··· EXERCISE MATERIALS ···

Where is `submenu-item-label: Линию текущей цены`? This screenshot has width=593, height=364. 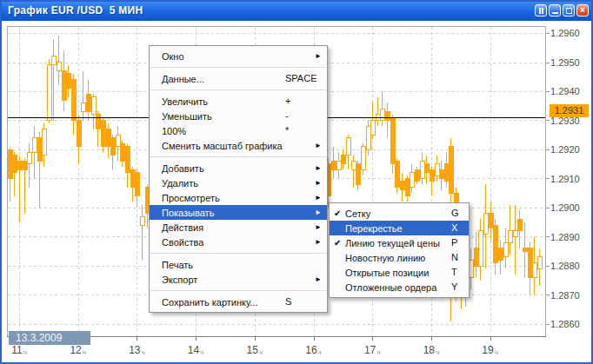 submenu-item-label: Линию текущей цены is located at coordinates (403, 243).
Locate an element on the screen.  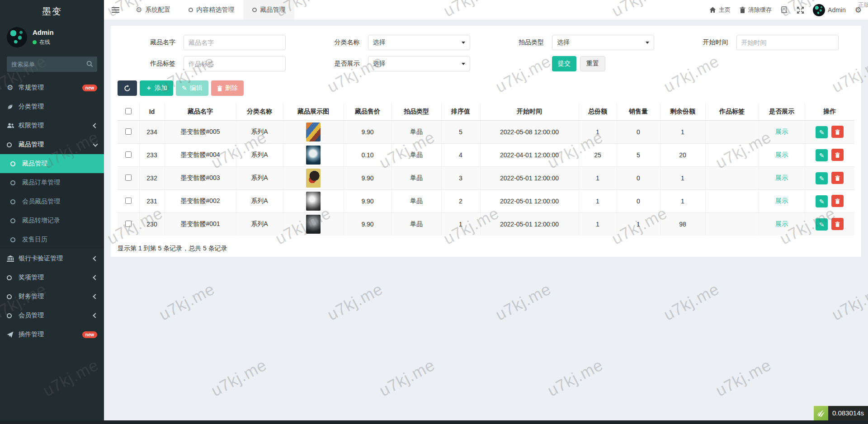
sidebar-item-category: 分类管理 is located at coordinates (52, 107).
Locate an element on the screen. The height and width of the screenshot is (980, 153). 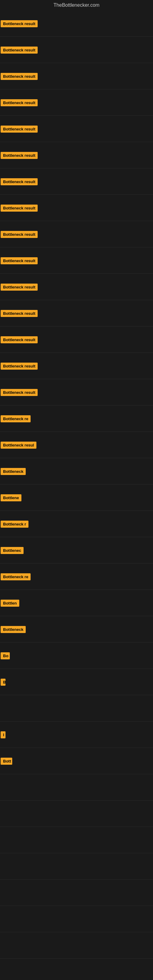
list-item: Bottlen is located at coordinates (76, 603).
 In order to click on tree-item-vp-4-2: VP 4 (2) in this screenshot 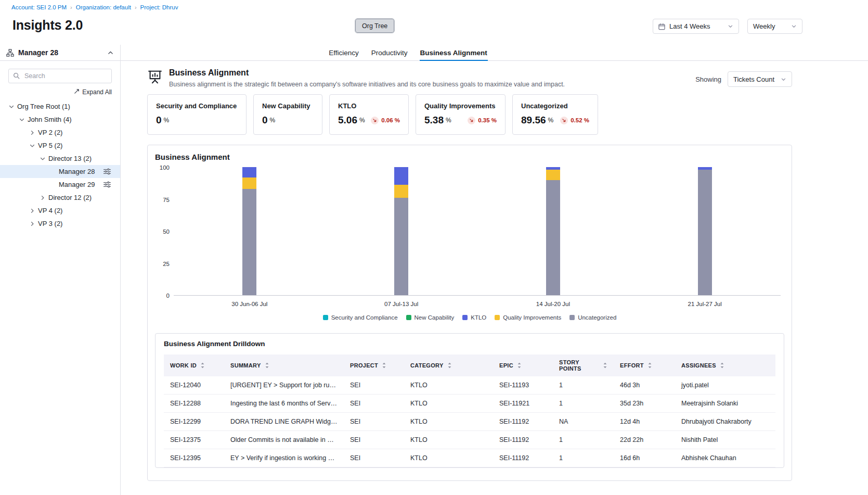, I will do `click(60, 210)`.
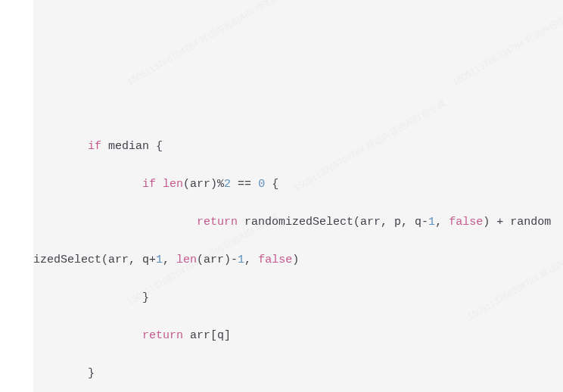  I want to click on code-line: if median {, so click(298, 147).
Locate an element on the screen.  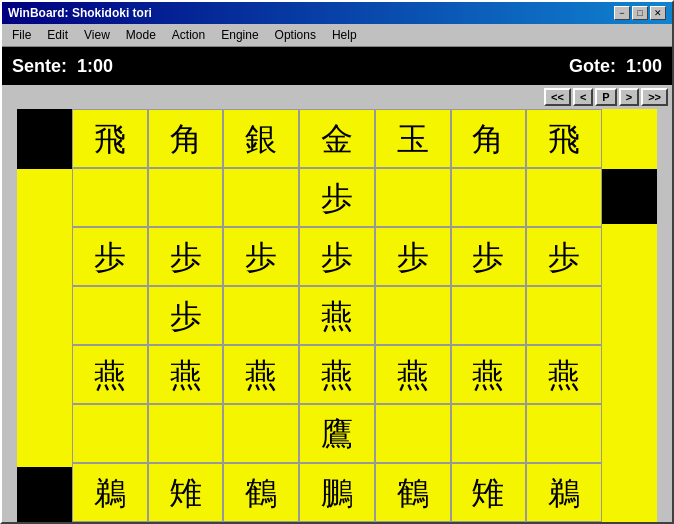
cell-0-4: 玉 is located at coordinates (413, 138).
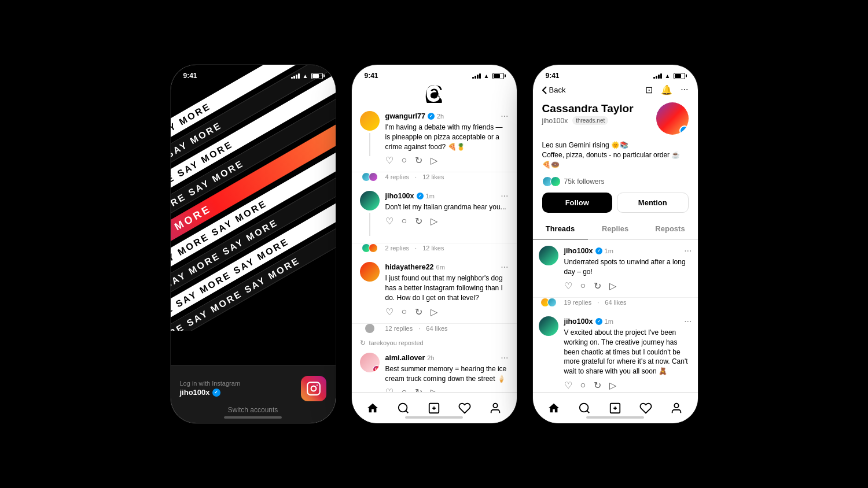 The image size is (868, 488). I want to click on share-icon-1: ▷, so click(434, 161).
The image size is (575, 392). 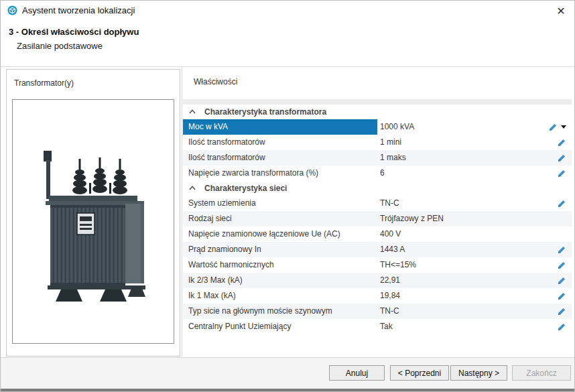 I want to click on property-value: 1443 A, so click(x=453, y=249).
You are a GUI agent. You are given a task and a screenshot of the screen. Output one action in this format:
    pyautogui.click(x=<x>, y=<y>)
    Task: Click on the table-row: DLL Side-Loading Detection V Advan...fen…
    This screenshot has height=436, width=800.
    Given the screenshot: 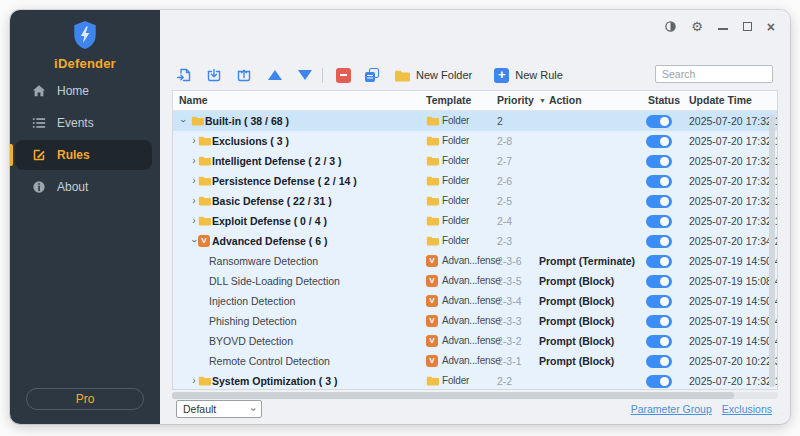 What is the action you would take?
    pyautogui.click(x=475, y=281)
    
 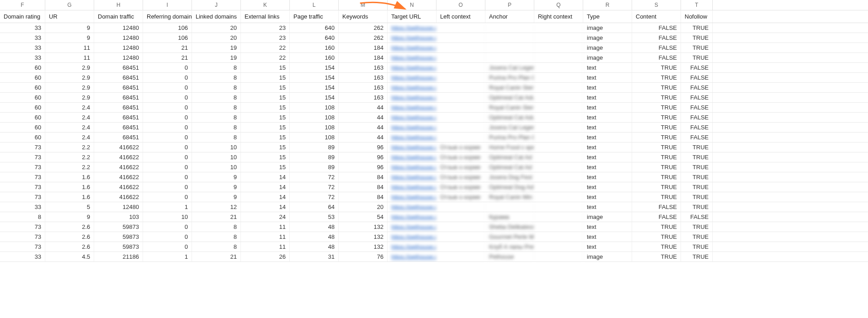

···

## YOUR TASK
Reproduce the entries above exactly, but only the lines between the line holding "You are a GUI" and the line holding "This screenshot has height=436, width=800.", inclusive.

## COMPLETED EXERCISE
You are a GUI agent. You are given a task and a screenshot of the screen. Output one action in this format:
    pyautogui.click(x=<x>, y=<y>)
    Task: Click on the table-row: DLL Side-Loading Detection V Advan...fen…
    This screenshot has height=436, width=800.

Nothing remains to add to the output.